Crickets clutter campus life
It is a yearly tradition for the Commerce crickets to overrun both the city and the campus, disrupting some daily activities of students. Since the start of the semester, the increase in cricket activity is often seen as disturbing and distracting by many on campus. When dealing with activity both indoors and outdoors, the bugs continue to be a nuisance even after their deaths.
In late August the cricket population began to increase and become much more active as it does every year. The constant habitation has frequently annoyed students; however, it would seem their activity has been spreading indoors and increasing student discomfort.
"It's disturbing to walk down the streets and see them splattered all over the place and even more of them all over walls," freshman Smith Hall resident Robert Brown said.
Recently, the cricket population has been finding ways to take refuge within buildings to escape the winter cold, adding a further inconvenience to the flow of classes. Students have reported having crickets pop up in uncomfortable places, as if from out of nowhere.
"Seeing them at fast food places is disgusting, and my friends have had them in their own rooms on every floor," freshman Shoale Sharrock said.
The aftermaths of their appearances have been even more disturbing. A recent rainstorm forced many crickets to take shelter at the bottom of an elevator shaft in the Ferguson Social Science Building, crushing them all when the elevator reached the bottom. The resulting stench from their dead bodies was so intense that it not only spread throughout the area outside and around the building, but even forced certain classes inside of the building to cancel while the building was being aired out and deodorized.
The question on the minds of most students is, "how are so many crickets getting inside of the building?" Perhaps slipping through the main entrance of buildings is understandable on the bottom floor, but crickets have been seen making it all the way to the third floor of buildings before passing away.
For now, the migration question remains unanswered, and soon the foul odor that arrives with the insects will fade away like the crickets themselves as winter approaches.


» What is expected:
Only lines with the word "Geias" belong in the answer; copy them from the records below.

(Entries from a dataset of interfaces)
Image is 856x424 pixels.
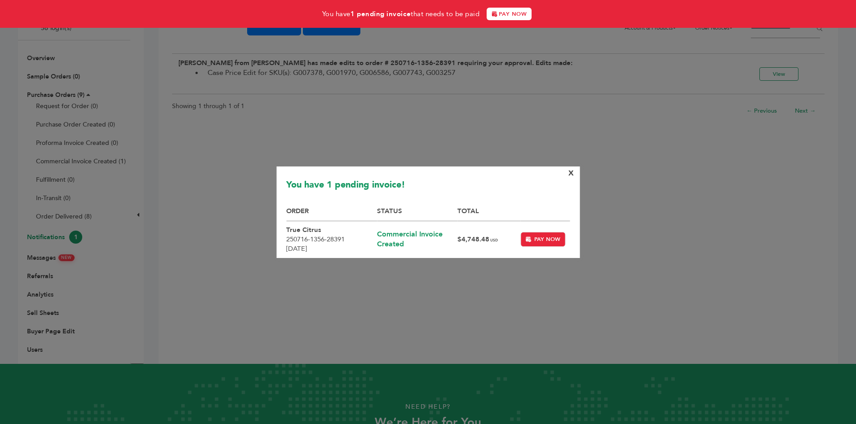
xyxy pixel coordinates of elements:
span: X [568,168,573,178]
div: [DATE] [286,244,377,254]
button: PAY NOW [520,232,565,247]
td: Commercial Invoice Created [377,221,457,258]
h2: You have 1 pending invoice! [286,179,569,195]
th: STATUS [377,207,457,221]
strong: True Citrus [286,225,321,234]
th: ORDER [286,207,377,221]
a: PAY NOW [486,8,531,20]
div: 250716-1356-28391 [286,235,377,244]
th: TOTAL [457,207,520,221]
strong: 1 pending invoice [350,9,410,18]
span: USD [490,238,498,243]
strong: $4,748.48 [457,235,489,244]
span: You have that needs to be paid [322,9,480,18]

==

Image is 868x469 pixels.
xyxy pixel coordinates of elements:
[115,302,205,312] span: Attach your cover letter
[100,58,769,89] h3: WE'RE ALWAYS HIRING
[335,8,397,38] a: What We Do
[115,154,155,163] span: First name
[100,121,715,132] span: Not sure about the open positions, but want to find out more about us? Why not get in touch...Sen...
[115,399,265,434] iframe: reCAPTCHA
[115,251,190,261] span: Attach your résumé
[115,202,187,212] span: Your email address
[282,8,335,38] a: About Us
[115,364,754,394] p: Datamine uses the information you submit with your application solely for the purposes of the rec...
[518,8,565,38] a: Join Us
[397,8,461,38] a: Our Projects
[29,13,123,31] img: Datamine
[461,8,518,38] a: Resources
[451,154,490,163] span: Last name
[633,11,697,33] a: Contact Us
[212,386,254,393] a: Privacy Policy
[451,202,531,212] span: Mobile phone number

---

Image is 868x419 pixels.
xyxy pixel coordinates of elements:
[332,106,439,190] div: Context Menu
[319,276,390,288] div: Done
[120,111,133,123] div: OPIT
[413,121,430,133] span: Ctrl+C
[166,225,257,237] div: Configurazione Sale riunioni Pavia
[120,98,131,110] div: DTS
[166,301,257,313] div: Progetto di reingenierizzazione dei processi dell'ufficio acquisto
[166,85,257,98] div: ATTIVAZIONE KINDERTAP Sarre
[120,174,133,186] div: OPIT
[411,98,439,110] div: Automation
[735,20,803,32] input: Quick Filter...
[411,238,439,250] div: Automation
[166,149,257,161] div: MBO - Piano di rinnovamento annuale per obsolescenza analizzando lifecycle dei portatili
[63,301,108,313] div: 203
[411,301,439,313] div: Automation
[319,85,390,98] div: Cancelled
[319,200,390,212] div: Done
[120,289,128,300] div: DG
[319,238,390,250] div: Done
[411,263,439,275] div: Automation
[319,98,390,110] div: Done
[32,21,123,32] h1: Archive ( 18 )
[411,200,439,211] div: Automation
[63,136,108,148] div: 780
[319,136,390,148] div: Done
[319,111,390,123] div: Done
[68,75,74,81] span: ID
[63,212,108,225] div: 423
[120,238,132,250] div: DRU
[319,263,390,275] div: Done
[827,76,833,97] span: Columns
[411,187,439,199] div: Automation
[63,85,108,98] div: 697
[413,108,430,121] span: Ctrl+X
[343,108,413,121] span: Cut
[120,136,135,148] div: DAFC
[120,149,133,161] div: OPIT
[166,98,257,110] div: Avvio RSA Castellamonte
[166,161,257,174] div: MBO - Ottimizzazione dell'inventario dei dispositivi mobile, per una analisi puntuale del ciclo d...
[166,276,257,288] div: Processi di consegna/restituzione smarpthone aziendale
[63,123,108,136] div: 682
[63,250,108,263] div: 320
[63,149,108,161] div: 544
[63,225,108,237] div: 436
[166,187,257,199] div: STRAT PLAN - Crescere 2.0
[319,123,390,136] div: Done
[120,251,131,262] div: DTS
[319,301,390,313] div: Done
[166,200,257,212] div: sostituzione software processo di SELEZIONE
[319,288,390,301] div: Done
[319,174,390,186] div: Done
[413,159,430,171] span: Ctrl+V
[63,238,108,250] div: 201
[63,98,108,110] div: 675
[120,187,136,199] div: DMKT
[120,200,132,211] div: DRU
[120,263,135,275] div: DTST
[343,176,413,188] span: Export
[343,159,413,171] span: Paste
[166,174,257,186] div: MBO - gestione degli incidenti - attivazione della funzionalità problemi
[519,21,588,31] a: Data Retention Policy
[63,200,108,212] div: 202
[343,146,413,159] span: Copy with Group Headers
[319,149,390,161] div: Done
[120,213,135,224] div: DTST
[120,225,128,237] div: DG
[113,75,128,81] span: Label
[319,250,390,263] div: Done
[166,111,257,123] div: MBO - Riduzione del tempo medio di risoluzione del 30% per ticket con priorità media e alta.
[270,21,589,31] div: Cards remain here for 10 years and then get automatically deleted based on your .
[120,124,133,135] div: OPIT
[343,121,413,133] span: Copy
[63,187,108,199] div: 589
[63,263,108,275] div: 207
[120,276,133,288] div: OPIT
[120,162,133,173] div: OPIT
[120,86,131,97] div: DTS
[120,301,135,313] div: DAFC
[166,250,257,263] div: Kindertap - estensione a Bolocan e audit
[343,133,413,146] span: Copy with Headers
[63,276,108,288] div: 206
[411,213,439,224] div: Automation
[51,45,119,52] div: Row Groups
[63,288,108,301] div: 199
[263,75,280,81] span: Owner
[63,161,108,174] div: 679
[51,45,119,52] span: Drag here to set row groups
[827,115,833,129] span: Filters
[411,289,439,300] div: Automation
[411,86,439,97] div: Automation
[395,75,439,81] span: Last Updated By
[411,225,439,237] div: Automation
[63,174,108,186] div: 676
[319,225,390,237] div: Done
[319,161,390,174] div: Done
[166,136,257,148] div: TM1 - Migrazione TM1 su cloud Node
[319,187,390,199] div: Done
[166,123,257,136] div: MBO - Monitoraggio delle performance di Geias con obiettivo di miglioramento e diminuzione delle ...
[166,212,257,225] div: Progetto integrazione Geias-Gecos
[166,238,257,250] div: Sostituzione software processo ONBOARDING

» Exercise result:
[166,123,257,136] div: MBO - Monitoraggio delle performance di Geias con obiettivo di miglioramento e diminuzione delle ...
[166,212,257,225] div: Progetto integrazione Geias-Gecos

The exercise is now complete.